Mike Sisk

Blasting Through College: My Summer at the Dynamite Plant

In the mid-’80s, while most of my college friends were flipping burgers or bailing hay, I spent my summers at the IRECO explosives plant in Carthage, Missouri. My title was “assistant to the facility engineer,” but in practice, it meant I was part draftsman, part surveyor, part construction supervisor — and sometimes an unwilling witness to absurdly dangerous behavior.

The plant was officially IRECO, but locals still called it Hercules, its original name. Just down the road was Atlas, another explosives manufacturer where my dad, my uncle, and my cousin all worked. My dad was in the “ammonia unit,” making nitrogen fertilizer. My uncle and cousin were on the “powder line,” turning out dynamite. Both plants had once been part of the Du Pont Powder Company until the government broke them up in 1912 for being too much of a monopoly.

The engineering office, where I spent most of my time, sat in the basement of the main office — considered the safest spot in the whole facility. Along one wall, time-lapse video recorders captured feeds from cameras in every building, ready to provide evidence in case of an explosion. You could flip through the live views on a bank of monitors. Sometimes the facility manager would wander in just to see what was going on.

One afternoon, the director came down, casually scanning the feeds — until he froze, blurted “Sweet Jesus!” and bolted upstairs. Minutes later, a small parade of bosses returned, rewound a tape, and pressed play. There, on grainy footage, was a worker in a dynamite packing house juggling sticks of dynamite between loading them into boxes. He was fired before the day was out.

The facility engineer — a recent transplant from Mississippi — had hired me to help design and build new packing facilities for nitroglycerin-based dynamite. Everything in these buildings was engineered for safety: non-sparking brass, wood, and nylon machines powered by compressed air; anti-static flooring; and lights mounted outside, shining through windows to avoid introducing electrical sparks inside.

One building was carved into a limestone bluff along the river. I designed the thick concrete retaining wall that wrapped around it. We blasted out the space ourselves, using 5,000 pounds of dynamite — our own product. The shockwave when we fired that off was something, especially since we weren’t that far away.

This was the pre-CAD era, so every plan was drawn by hand with ink on mylar. I spent hours hunched over drafting tables, or outside with a survey crew, or walking muddy job sites to check contractors’ work. When school started, I stayed on part-time, updating as-built drawings after hours.
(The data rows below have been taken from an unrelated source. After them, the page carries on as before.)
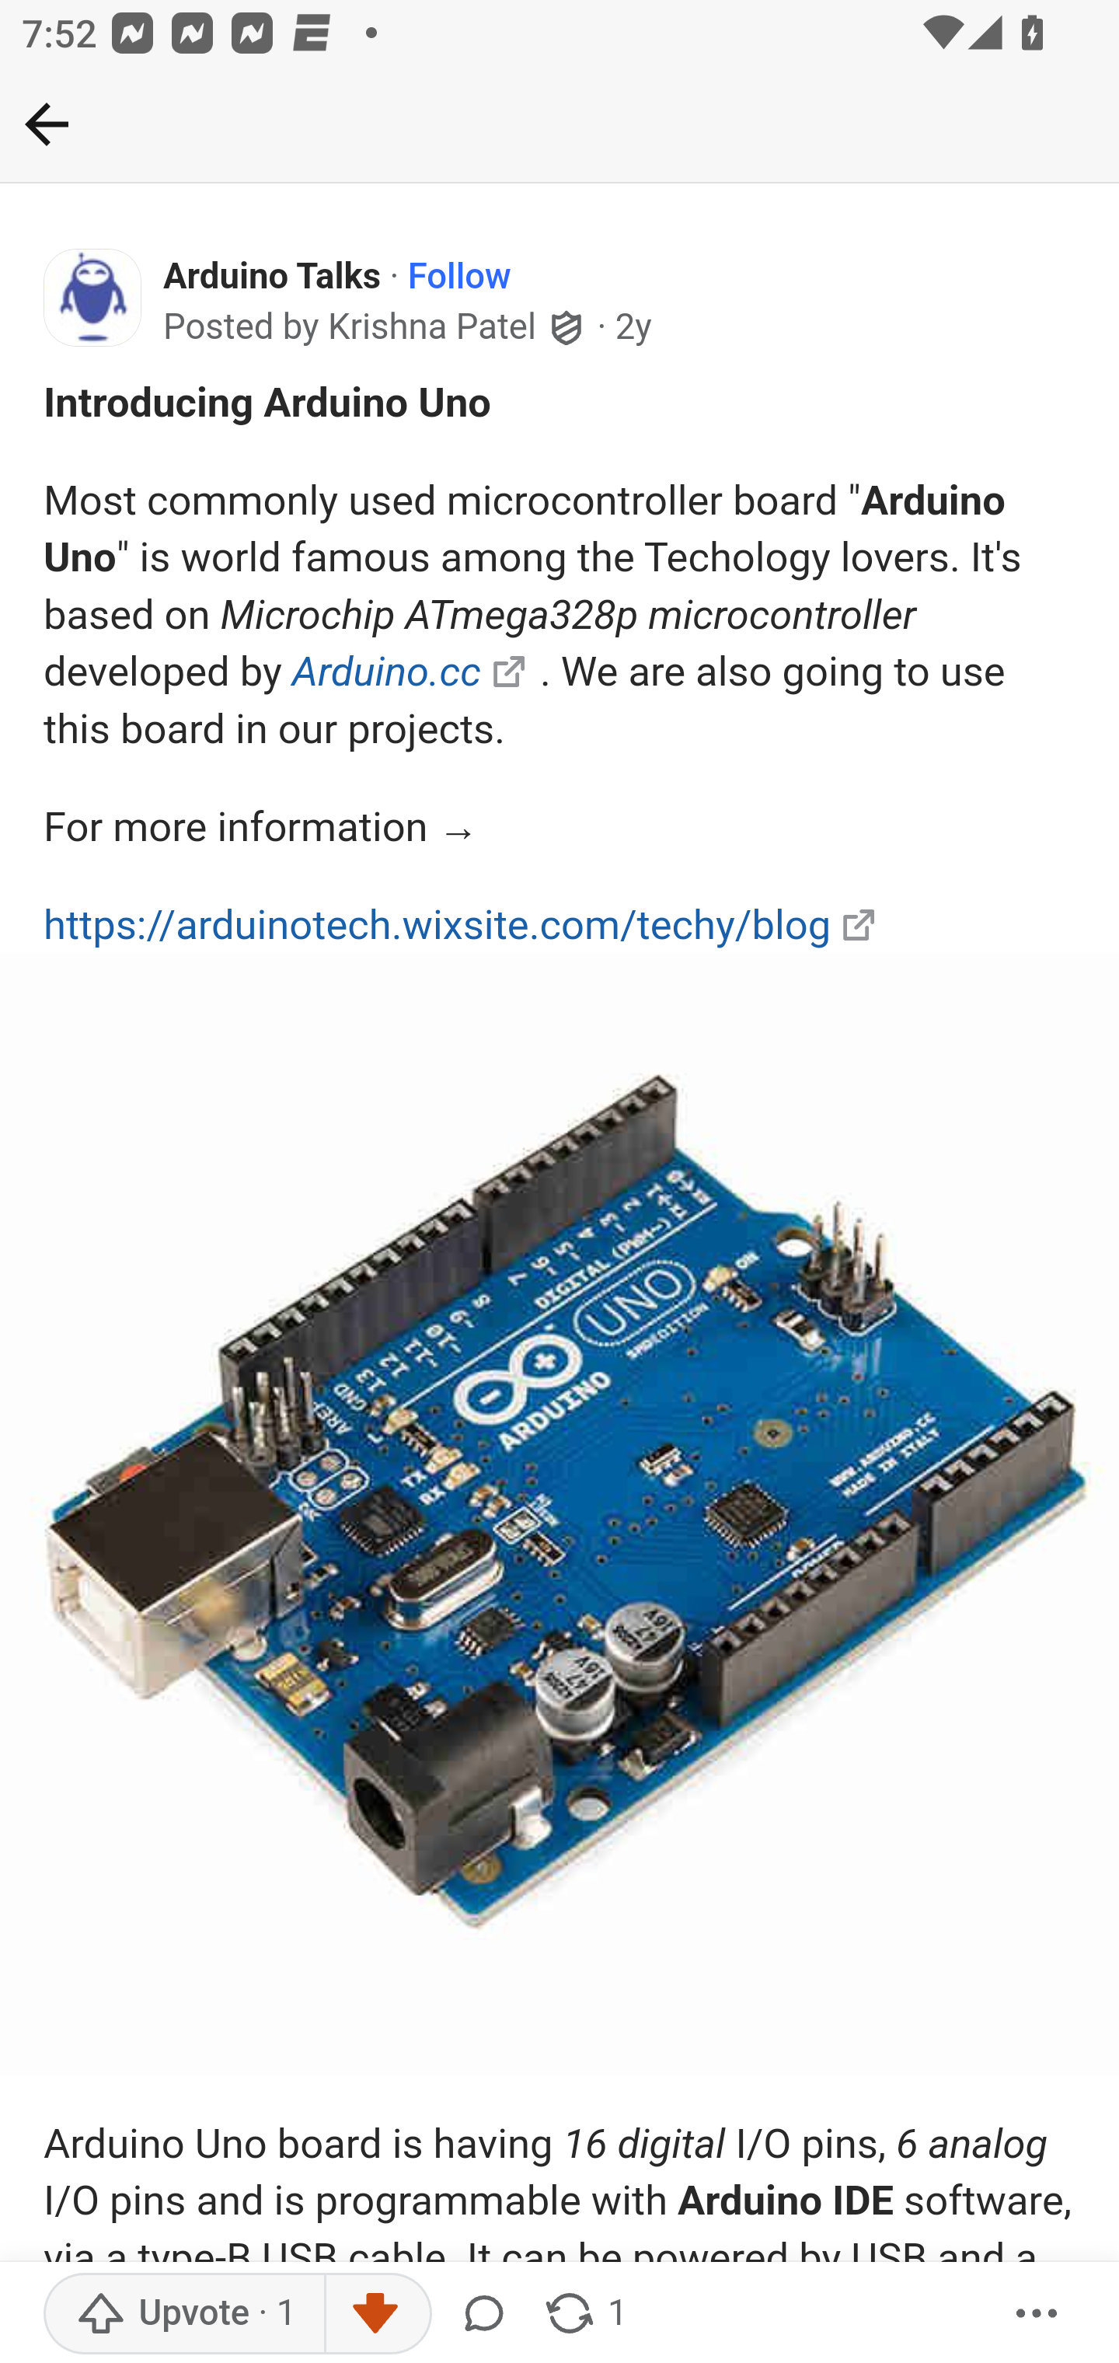 This screenshot has width=1119, height=2363. What do you see at coordinates (560, 125) in the screenshot?
I see `Back` at bounding box center [560, 125].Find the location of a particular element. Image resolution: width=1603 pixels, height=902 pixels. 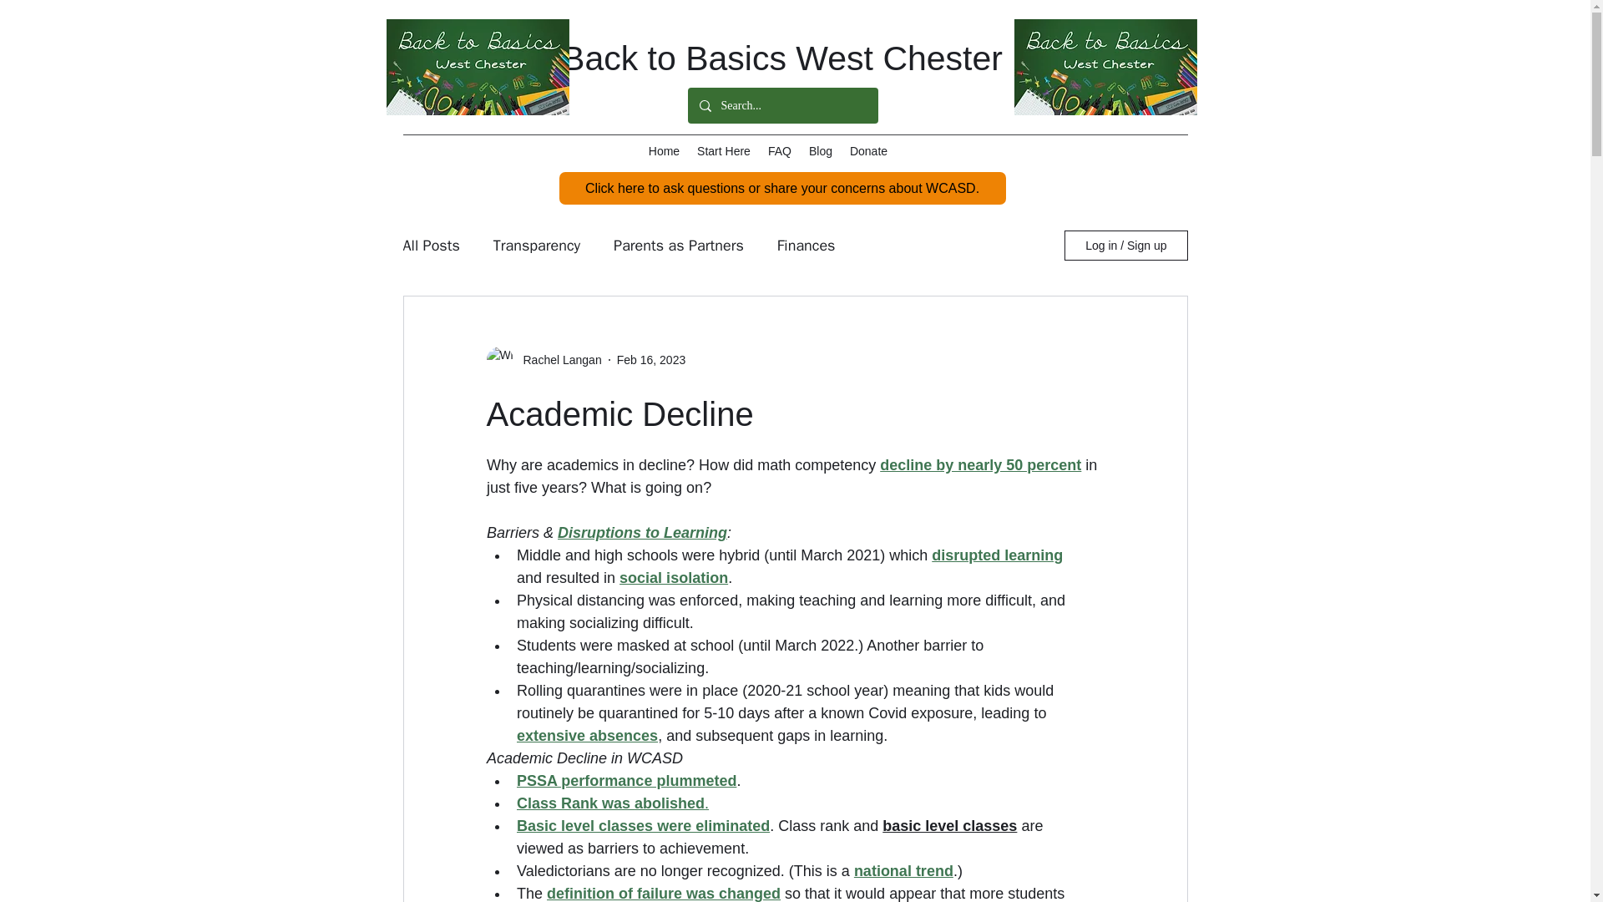

Blog is located at coordinates (820, 150).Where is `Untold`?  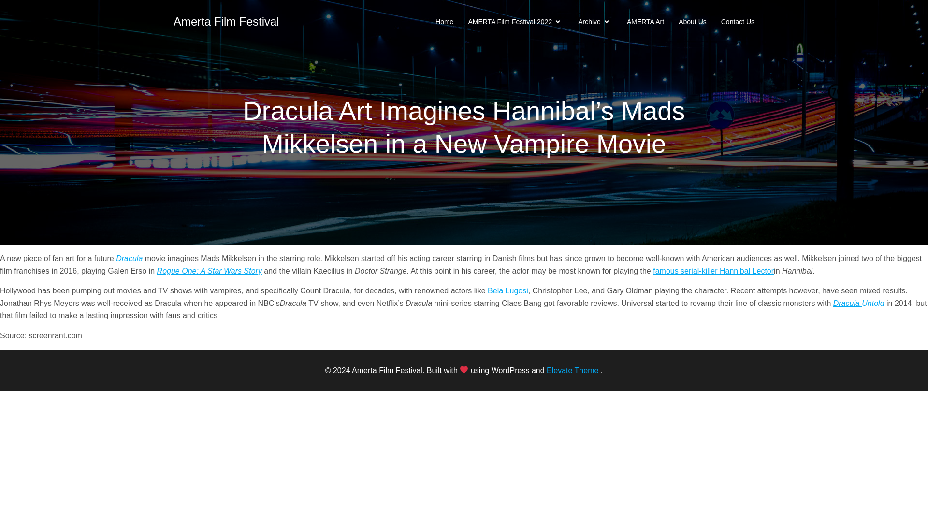 Untold is located at coordinates (873, 303).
The following summer, I worked on compressor houses for the air systems that powered the plant’s machinery. Each dynamite-packing building was served by a narrow-gauge railway, and I helped design the track right-of-way.

By fall, I’d transferred to another college to continue my geology degree and never returned to IRECO.

Nearly forty years later, in early 2024, I stopped for gas in Carthage on my way to Phoenix. The man across from me wore a Dyno Nobel hat — the successor to IRECO — so I struck up a conversation. He’d worked there for over three decades before retiring. To my surprise, he remembered me! And as we talked, I learned his son, also a plant employee, had married one of my cousins.

Small world. Explosively small, in my case.